Original Article

XXX is a young man that plays Bantam AAA hockey for the San Jose jr. Sharks. He is assistant captain and is tied for second in goal scorin on the team. XXX has been offered many chances to go to schools in Canada and play for that team. Word is, XXX will play Midget 16AAA for the Sharks then go play in the USHL. He will most likely be a top round draft pick. Most say XXX has a chance to go play in the NHL. Scouts say he will probably be a top round draft pick along with his teamate and current captain, YYY. YYY is the one that is tied with XXX in goals and they both trail ZZZ.

Nomination Criteria

A7 An article about a real person, an organization (e.g. band, club, company, etc., except schools), or web content that does not indicate why its subject is important or significant. This is distinct from verifiability and reliability of sources, and is a lower standard than notability. A7 applies only to articles about web content and to articles about people and organizations themselves, not to articles about their books, albums, software and so on. A7 does not apply to any article that makes any credible claim of significance or importance even if the claim is not supported by a reliable source. If the claim's credibility is unclear, you can improve the article yourself, propose deletion, or list the article at articles for deletion.

Deletion Options

Deletion Option
rationale Count Percent
Agree with ratioinale to speedy delete. 40 44.9
Disagree with rationale to speedy delete, but deletable by other criteria. 5 5.6
Disagree with rationale to speedy delete, but this is a case where IAR applies. 2 2.2
Disagree with speedy deletion article makes claim to notability in as a top draft prospect. 42 47.2

Survey Comments

Deletion Option
Common rationale Count
AFD 4
PROD 3

Balloonman's analysis

Of all the CSD criteria, A7 is my least favorite. A7 seems to be the one that tends to bite newbies the most. People will start an article, such as this one, and save it only to have it speedily deleted. Personally, I wish A7 were only applied to "clear vanity" articles. As is, speedily deleting this article is already a controversial decision. Almost half of the people who reviewed this article believe there is already enough to preserve the article. CSD should only be exercised in cases that would be uncontroversial.

So why would this be inappropriate:

Per policy, even though this article may not meet our notability guideline, it does not have to in order to avoid speedy deletion. The policy explicitly states that the criteria is a lower standard than notability and only has to make a credible claim of significance or importance.
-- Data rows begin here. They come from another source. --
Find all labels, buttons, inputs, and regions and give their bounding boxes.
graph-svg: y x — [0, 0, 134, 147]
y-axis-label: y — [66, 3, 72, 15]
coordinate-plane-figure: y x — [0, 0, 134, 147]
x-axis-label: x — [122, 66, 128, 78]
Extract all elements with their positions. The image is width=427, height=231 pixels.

Some people would argue that this article would be deleted at AFD, thus IAR would apply. But appealing to IAR in this case, is a misapplication of IAR. IAR is not a blank slate to rewrite policies and guidelines, nor is it permission to ignore policy that is explicitly written. The policy explicitly states that the criteria is a lower standard than notability and only has to make a credible claim of significance or importance.
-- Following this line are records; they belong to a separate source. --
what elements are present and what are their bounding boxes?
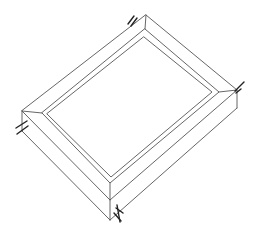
frame-drawing <box>0 0 262 241</box>
frame-diagram <box>0 0 262 241</box>
miter-top <box>145 15 146 29</box>
frame-inner-edge <box>42 29 219 183</box>
frame-inner-opening <box>47 37 212 177</box>
frame-outer-top <box>22 15 237 200</box>
miter-left <box>22 111 42 113</box>
fastener-bottom-icon <box>114 205 123 222</box>
fastener-top-icon <box>128 16 137 26</box>
fastener-right-icon <box>235 82 244 93</box>
side-lower-left-edge <box>22 131 110 220</box>
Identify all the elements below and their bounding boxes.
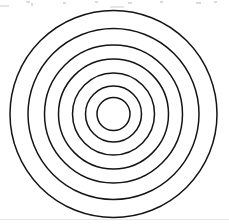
figure-background	[0, 0, 229, 224]
figure-canvas	[0, 0, 229, 224]
concentric-circles-figure	[0, 0, 229, 224]
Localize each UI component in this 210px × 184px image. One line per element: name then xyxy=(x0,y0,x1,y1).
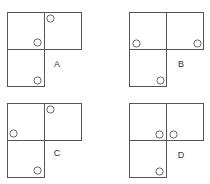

The CSD criteria is strict to ensure that controversial deletions are avoided. This is necessary to protect the project and to give authors every chance to salvage articles. The odds are that this article will be deleted at AFD, heck it might even be closed early due to a snowball. BUT by sending it to AFD or PRODDING it, you do a few things:

1) You give the author a chance to salvage the article. 2) You give the author the sense that due process was served. If the article is speedily deleted, the author may feel bitten.